Records from 1823 show the establishment of a Parkgate Ironworks by Samuel Sanderson and a Mr Watson. This was at the junction of Rotherham Road and Taylors Lane with part of the works facing the Greasbrough Canal. The company was sold in 1832 and became the Birmingham Tin Plate Company. Over the years, along with the business changing hands several times, the works expanded across Rotherham Road to the Park Gate site, which continued until the 1970s. The first blast furnace was installed in 1839 and, after another change in ownership, a mill for the rolling of railway rails was installed in 1845.

In 1854 Samuel Beale and Company made the cast iron armour plating for Isambard Kingdom Brunel's ocean liner Great Eastern.
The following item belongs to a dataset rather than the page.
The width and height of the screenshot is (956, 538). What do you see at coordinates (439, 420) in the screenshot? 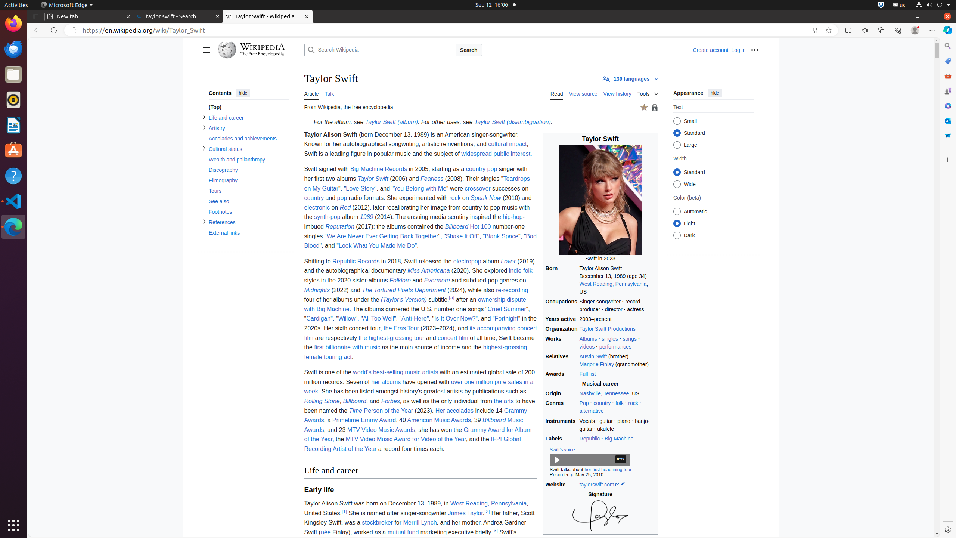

Samuel Beale retired in 1864 and his son incorporated the company under the name Parkgate Iron Company Limited.

Two more blast furnaces were brought into operation in 1871. Further new plant was added over the next decade, including a slab mill, a large plate mill, a billet mill and three open hearth furnaces. In 1888 the company was renamed the Parkgate Iron & Steel Company Limited to reflect its increase in steelmaking.